In 1961, with the famous Ancel Keys now an iron-jawed board member, the American Heart Association (AHA) officially threw its weight behind the idea that saturated fat was causing heart disease—implying that P&G’s profit-driven corralling of Americans away from lard and butter had accidentally been good for their health. Around the same year, the nation’s margarine consumption exceeded butter intake for the first time in history.
It seemed Crisco had done the impossible and lived up to its own unbridled hype. But there was a dark side to all this purity. With cottonseed oil’s omega-6 to omega-3 ratio registering a magnitude 258 to 1, Crisco became the first ingredient to unleash unprecedented levels of linoleic acid—a polyunsaturated fat—into the American diet. Unknown to even the sharpest nutritionists of the day, Crisco had invited two killers into the American diet: trans fat resulting from partially hydrogenating oils and an astronomical intake of omega-6 fats—both now known to increase the risk of heart disease and cause inflammatory immune responses. It would be many decades before anyone realized what had gone so horribly wrong. In fact, the USDA would promote trans fats all the way up until 2005.
But long before then, there had been growing suspicion that trans fats were fatal to our well-being.
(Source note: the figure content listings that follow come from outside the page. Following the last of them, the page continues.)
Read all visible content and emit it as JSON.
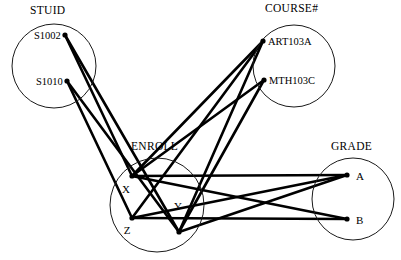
{
  "diagram": {
    "type": "network-data-model",
    "background_color": "#ffffff",
    "line_color": "#000000",
    "circle_stroke_color": "#1a1a1a",
    "sets": [
      {
        "id": "stuid",
        "title": "STUID",
        "title_x": 30,
        "title_y": 14,
        "cx": 54,
        "cy": 66,
        "r": 42,
        "nodes": [
          {
            "id": "s1002",
            "label": "S1002",
            "x": 65,
            "y": 35,
            "label_x": 34,
            "label_y": 39,
            "anchor": "start"
          },
          {
            "id": "s1010",
            "label": "S1010",
            "x": 67,
            "y": 81,
            "label_x": 36,
            "label_y": 85,
            "anchor": "start"
          }
        ]
      },
      {
        "id": "course",
        "title": "COURSE#",
        "title_x": 265,
        "title_y": 12,
        "cx": 294,
        "cy": 66,
        "r": 41,
        "nodes": [
          {
            "id": "art103a",
            "label": "ART103A",
            "x": 263,
            "y": 41,
            "label_x": 268,
            "label_y": 45,
            "anchor": "start"
          },
          {
            "id": "mth103c",
            "label": "MTH103C",
            "x": 264,
            "y": 80,
            "label_x": 269,
            "label_y": 84,
            "anchor": "start"
          }
        ]
      },
      {
        "id": "enroll",
        "title": "ENROLL",
        "title_x": 131,
        "title_y": 150,
        "cx": 157,
        "cy": 205,
        "r": 47,
        "nodes": [
          {
            "id": "x",
            "label": "X",
            "x": 132,
            "y": 176,
            "label_x": 126,
            "label_y": 193,
            "anchor": "middle"
          },
          {
            "id": "y",
            "label": "Y",
            "x": 179,
            "y": 232,
            "label_x": 178,
            "label_y": 210,
            "anchor": "middle"
          },
          {
            "id": "z",
            "label": "Z",
            "x": 132,
            "y": 218,
            "label_x": 127,
            "label_y": 234,
            "anchor": "middle"
          }
        ]
      },
      {
        "id": "grade",
        "title": "GRADE",
        "title_x": 331,
        "title_y": 150,
        "cx": 353,
        "cy": 199,
        "r": 41,
        "nodes": [
          {
            "id": "a",
            "label": "A",
            "x": 347,
            "y": 175,
            "label_x": 356,
            "label_y": 180,
            "anchor": "start"
          },
          {
            "id": "b",
            "label": "B",
            "x": 347,
            "y": 219,
            "label_x": 356,
            "label_y": 224,
            "anchor": "start"
          }
        ]
      }
    ],
    "edges": [
      {
        "id": "s1002-x",
        "from": "s1002",
        "to": "x",
        "x1": 65,
        "y1": 35,
        "x2": 132,
        "y2": 176
      },
      {
        "id": "s1002-y",
        "from": "s1002",
        "to": "y",
        "x1": 65,
        "y1": 35,
        "x2": 179,
        "y2": 232
      },
      {
        "id": "s1010-z",
        "from": "s1010",
        "to": "z",
        "x1": 67,
        "y1": 81,
        "x2": 132,
        "y2": 218
      },
      {
        "id": "s1010-y",
        "from": "s1010",
        "to": "y",
        "x1": 67,
        "y1": 81,
        "x2": 179,
        "y2": 232
      },
      {
        "id": "x-art103a",
        "from": "x",
        "to": "art103a",
        "x1": 132,
        "y1": 176,
        "x2": 263,
        "y2": 41
      },
      {
        "id": "z-art103a",
        "from": "z",
        "to": "art103a",
        "x1": 132,
        "y1": 218,
        "x2": 263,
        "y2": 41
      },
      {
        "id": "y-art103a",
        "from": "y",
        "to": "art103a",
        "x1": 179,
        "y1": 232,
        "x2": 263,
        "y2": 41
      },
      {
        "id": "y-mth103c",
        "from": "y",
        "to": "mth103c",
        "x1": 179,
        "y1": 232,
        "x2": 264,
        "y2": 80
      },
      {
        "id": "x-mth103c",
        "from": "x",
        "to": "mth103c",
        "x1": 132,
        "y1": 176,
        "x2": 264,
        "y2": 80
      },
      {
        "id": "x-a",
        "from": "x",
        "to": "a",
        "x1": 132,
        "y1": 176,
        "x2": 347,
        "y2": 175
      },
      {
        "id": "z-a",
        "from": "z",
        "to": "a",
        "x1": 132,
        "y1": 218,
        "x2": 347,
        "y2": 175
      },
      {
        "id": "y-a",
        "from": "y",
        "to": "a",
        "x1": 179,
        "y1": 232,
        "x2": 347,
        "y2": 175
      },
      {
        "id": "z-b",
        "from": "z",
        "to": "b",
        "x1": 132,
        "y1": 218,
        "x2": 347,
        "y2": 219
      },
      {
        "id": "x-b",
        "from": "x",
        "to": "b",
        "x1": 132,
        "y1": 176,
        "x2": 347,
        "y2": 219
      }
    ]
  }
}
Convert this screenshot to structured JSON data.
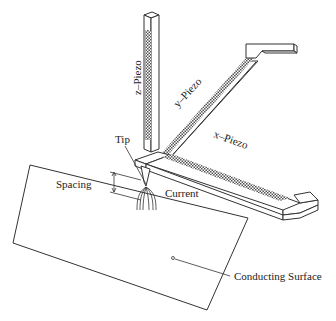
{
  "diagram": {
    "type": "schematic",
    "labels": {
      "z_piezo": "z–Piezo",
      "y_piezo": "y–Piezo",
      "x_piezo": "x–Piezo",
      "tip": "Tip",
      "spacing": "Spacing",
      "current": "Current",
      "conducting_surface": "Conducting Surface"
    },
    "colors": {
      "line": "#333333",
      "background": "#ffffff",
      "hatch": "#555555"
    }
  }
}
As early as the 1950s, while Ancel Keys was busy winning the world over to Team Anti-Saturated Fat, other researchers were noting the uncanny connection between the use of partially hydrogenated oils (and the trans fat they contained) and the rising rates of both heart disease and cancer.16 While correlation between the two couldn’t prove causation any more than Keys’s population data could conclusively damn saturated fat, the parallel between trans fat intake and chronic disease rates were beginning to ring some warning bells.
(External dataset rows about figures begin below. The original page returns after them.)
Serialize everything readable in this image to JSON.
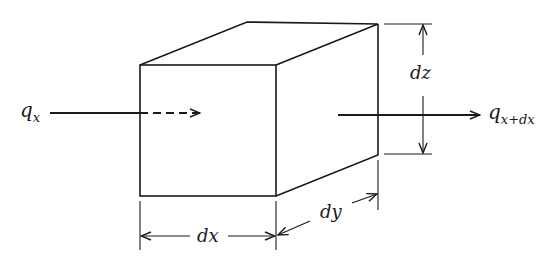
{
  "diagram": {
    "type": "control-volume-box",
    "labels": {
      "q_in_main": "q",
      "q_in_sub": "x",
      "q_out_main": "q",
      "q_out_sub": "x+dx",
      "dx": "dx",
      "dy": "dy",
      "dz": "dz"
    },
    "colors": {
      "stroke": "#1a1a1a",
      "background": "#ffffff"
    }
  }
}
Early research also suggested something awry about trans fats. By the 1960s, scientists realized that while vegetable oils were known to reduce cholesterol levels in controlled trials, the hydrogenated forms of those same oils failed to follow suit. In 1968, it was disconcerting enough for the American Heart Association (AHA) to take note and warn the public in a brochure titled Diet and Heart Disease:
Partial hydrogenation of polyunsaturated fats results in the formation of trans forms which are less effective than cis forms in lowering cholesterol concentration. It should be noted that many currently available shortenings and margarines are partially hydrogenated and may contain little polyunsaturated fat of the natural cis,cis form.17
(Cis is a chemistry term meaning “on this side,” in this case referring to the configuration of atoms in unsaturated fat.)
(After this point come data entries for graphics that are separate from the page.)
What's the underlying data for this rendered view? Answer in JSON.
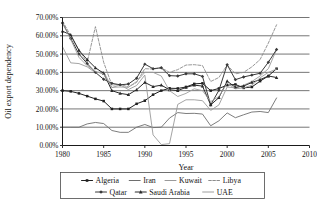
{
  "chart_data": {
    "type": "line",
    "title": "",
    "xlabel": "Year",
    "ylabel": "Oil export dependency",
    "xlim": [
      1980,
      2010
    ],
    "ylim": [
      0,
      0.7
    ],
    "xticks": [
      1980,
      1985,
      1990,
      1995,
      2000,
      2005,
      2010
    ],
    "xtick_labels": [
      "1980",
      "1985",
      "1990",
      "1995",
      "2000",
      "2005",
      "2010"
    ],
    "yticks": [
      0,
      0.1,
      0.2,
      0.3,
      0.4,
      0.5,
      0.6,
      0.7
    ],
    "ytick_labels": [
      "0.00%",
      "10.00%",
      "20.00%",
      "30.00%",
      "40.00%",
      "50.00%",
      "60.00%",
      "70.00%"
    ],
    "grid": "horizontal",
    "legend_position": "bottom",
    "x": [
      1980,
      1981,
      1982,
      1983,
      1984,
      1985,
      1986,
      1987,
      1988,
      1989,
      1990,
      1991,
      1992,
      1993,
      1994,
      1995,
      1996,
      1997,
      1998,
      1999,
      2000,
      2001,
      2002,
      2003,
      2004,
      2005,
      2006
    ],
    "series": [
      {
        "name": "Algeria",
        "color": "#202020",
        "marker": "square",
        "dash": "none",
        "width": 1.0,
        "values": [
          0.3,
          0.296,
          0.285,
          0.27,
          0.255,
          0.243,
          0.2,
          0.2,
          0.2,
          0.228,
          0.245,
          0.278,
          0.3,
          0.313,
          0.312,
          0.32,
          0.337,
          0.34,
          0.3,
          0.312,
          0.33,
          0.334,
          0.315,
          0.32,
          0.352,
          0.38,
          0.42
        ]
      },
      {
        "name": "Iran",
        "color": "#6e6e6e",
        "marker": "none",
        "dash": "none",
        "width": 0.9,
        "values": [
          0.1,
          0.1,
          0.1,
          0.118,
          0.126,
          0.12,
          0.082,
          0.072,
          0.072,
          0.1,
          0.115,
          0.098,
          0.1,
          0.15,
          0.18,
          0.175,
          0.176,
          0.172,
          0.108,
          0.135,
          0.178,
          0.152,
          0.168,
          0.183,
          0.186,
          0.18,
          0.26
        ]
      },
      {
        "name": "Kuwait",
        "color": "#9a9a9a",
        "marker": "none",
        "dash": "none",
        "width": 0.9,
        "values": [
          0.54,
          0.452,
          0.448,
          0.43,
          0.398,
          0.404,
          0.316,
          0.332,
          0.306,
          0.328,
          0.385,
          0.058,
          0.005,
          0.01,
          0.225,
          0.25,
          0.25,
          0.245,
          0.192,
          0.222,
          0.32,
          0.315,
          0.33,
          0.35,
          0.38,
          0.42,
          0.525
        ]
      },
      {
        "name": "Libya",
        "color": "#8c8c8c",
        "marker": "none",
        "dash": "dash",
        "width": 0.9,
        "values": [
          0.68,
          0.6,
          0.52,
          0.455,
          0.65,
          0.455,
          0.33,
          0.335,
          0.32,
          0.345,
          0.42,
          0.418,
          0.425,
          0.4,
          0.415,
          0.44,
          0.442,
          0.437,
          0.35,
          0.372,
          0.44,
          0.392,
          0.4,
          0.43,
          0.47,
          0.56,
          0.66
        ]
      },
      {
        "name": "Qatar",
        "color": "#3a3a3a",
        "marker": "diamond",
        "dash": "none",
        "width": 1.0,
        "values": [
          0.67,
          0.585,
          0.5,
          0.448,
          0.4,
          0.362,
          0.34,
          0.332,
          0.336,
          0.368,
          0.445,
          0.42,
          0.425,
          0.382,
          0.38,
          0.392,
          0.392,
          0.378,
          0.222,
          0.302,
          0.442,
          0.36,
          0.375,
          0.385,
          0.395,
          0.455,
          0.525
        ]
      },
      {
        "name": "Saudi Arabia",
        "color": "#2a2a2a",
        "marker": "triangle",
        "dash": "none",
        "width": 1.0,
        "values": [
          0.625,
          0.605,
          0.52,
          0.47,
          0.425,
          0.395,
          0.3,
          0.285,
          0.278,
          0.305,
          0.345,
          0.322,
          0.33,
          0.305,
          0.3,
          0.318,
          0.33,
          0.325,
          0.222,
          0.262,
          0.352,
          0.318,
          0.325,
          0.345,
          0.36,
          0.38,
          0.372
        ]
      },
      {
        "name": "UAE",
        "color": "#9e9e9e",
        "marker": "none",
        "dash": "none",
        "width": 0.9,
        "values": [
          0.67,
          0.58,
          0.482,
          0.436,
          0.405,
          0.39,
          0.318,
          0.32,
          0.318,
          0.35,
          0.4,
          0.4,
          0.38,
          0.3,
          0.268,
          0.285,
          0.31,
          0.3,
          0.24,
          0.268,
          0.34,
          0.31,
          0.315,
          0.33,
          0.37,
          0.4,
          0.418
        ]
      }
    ]
  },
  "legend": {
    "row1": [
      "Algeria",
      "Iran",
      "Kuwait",
      "Libya"
    ],
    "row2": [
      "Qatar",
      "Saudi Arabia",
      "UAE"
    ]
  }
}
Despite fifteen thousand pamphlets going to print with a carefully worded demotion of trans fats, none of them would see the light of day. That’s because Fred Mattson—a researcher gainfully employed by P&G—convinced the AHA’s medical director to remove all traces of those incriminating statements. Instead of distributing the thousands of copies they’d already printed, the AHA revised the brochure to make it more palatable to the margarine and shortening industries. Decades would pass before the AHA dragged trans fats back onto the cutting block—years where countless lives were no doubt injured by ignorance of its dangers.
Gag Order on Trans Fats
Remember our conversation back in chapter two on Luise Light, the former USDA nutritionist whose plans for a new food guide—one that would have cracked down on processed starches and sugars in favor of fresh, whole foods—had been so brutally mutated? As it happens, her shadowy safari through the agriculture department included a peek into the era’s trans fat research. And what she saw was shocking.